Again, I think you're confusing phenotypes with information. The phenotypes have an effect on the genes, it is true, but it is as an outcome of the replication effect that information enters the picture. After all, if all DNA did was manufacture proteins, nothing special would happen. You wouldn't even get bodies.
The genes for adaptations to hot climates that make up the phenotypes of a kangaroo or of a camel came from a random mutation generator, and the variants only failed to survive because they did not match onto the environment's needs as well as their allelic rivals did. The reason any useful gene can spread is because of replication. Even neutral drift requires a replicator.
And suppose neither of us had checked the original primary source and had gone on and described "E.E.Milne"? I wouldn't even have known it was the same person until phil rimmer mentioned it, by which point I could have passed it on to someone else, and they could have passed it on to someone else etc. To speak metaphorically, the mistake could be halfway around the world before the truth got its boots on, and yet never compete with A.A.Milne because people could easily think they were two different people.
The main reason you can verify the spelling in the first place is because the mass-produced books (one generation, remember) written by him still have his name on. The other main reason is that spelling is generally digital, so it's harder to get a name wrong than to get a biography about the man wrong. Nobody is suggesting that the name "A.A.Milne" arose when it competed with alleles for the slot of "name" among human brains and reached fixation by following selection pressures. Instead, the name was decided upon by a single brain (say, the mother or the father). The structure representing it in the brain did not replicate against its alleles until it reached fixation. "A.A.Milne" did not crowd out "B.B.Milne" or produce better "A.A.Milne" copies by comparison.
Again, all the language machinery and mental mechanisms were set up by genes beforehand. Most of the quibbling over a name is like quibbling over a tool to use for a specific purpose rather than like genes noisily crowding their rivals out of existence (his parents are unlikely to forget the alternative names they thought up for A.A.Milne any more than an evolution-supporter is likely to forget what creationism is). This is one reason why I think memetics is more likely to be a problematic rather than a helpful analogy in the long run.

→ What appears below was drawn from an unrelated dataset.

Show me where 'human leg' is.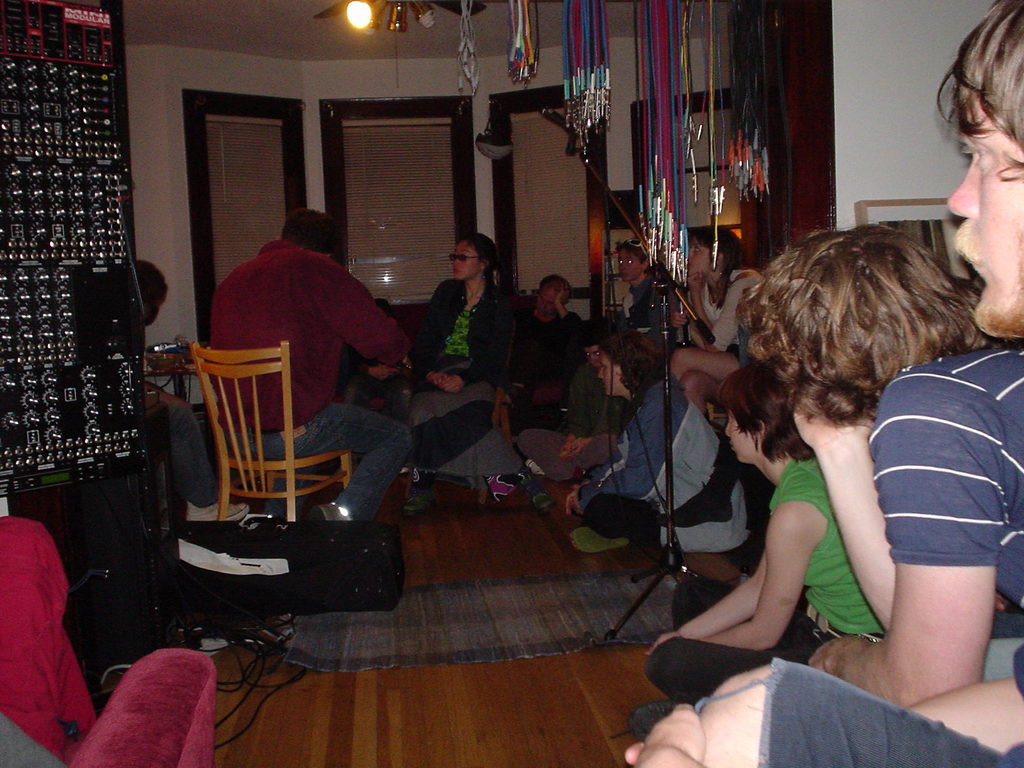
'human leg' is at x1=313, y1=389, x2=494, y2=524.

My point is that there are alternative mechanisms to account for cultural changes that don't involve an "evolution by natural selection" analogy.

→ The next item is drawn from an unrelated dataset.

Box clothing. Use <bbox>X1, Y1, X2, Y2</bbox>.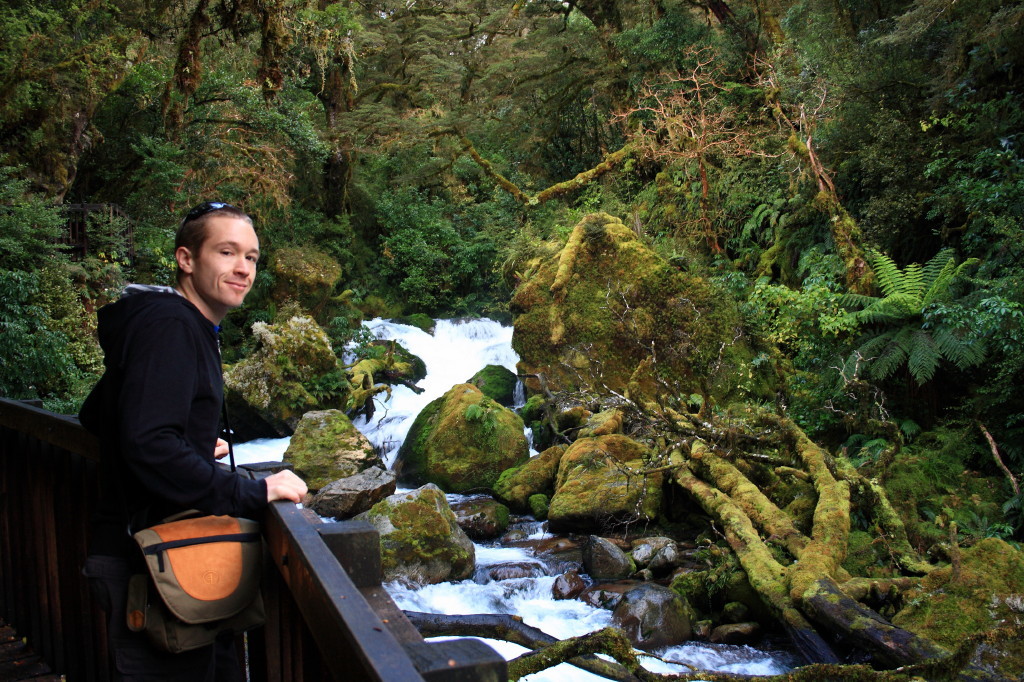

There are a mountain of problems with this definition. What is an "idea", and how would you distinguish it from a non-idea? What is it physically? What do you mean by "survive", and what is the "environment" in which they must live or die? How is this different from straightforward change and having a beginning, middle, and end? Does calling such a thing a "meme" lead to confusion, akin to calling groupiness "group selection"? And where do replicators appear in the definition?

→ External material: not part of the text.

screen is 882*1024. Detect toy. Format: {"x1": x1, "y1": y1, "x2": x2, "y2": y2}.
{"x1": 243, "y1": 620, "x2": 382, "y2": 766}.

This is one reason I stick to my group selection analogy, because it is too, too easy to get sloppy with the idea precisely because there are bits in it that make sense on their own - the spread of ideas, for instance. You have to ask yourself how a scientist would go about the problem.
See my reply to SC above.
I'll stop there for now, as I'm already pushing my luck writing a reply so long. Hopefully, it will contribute a little more to the discussion.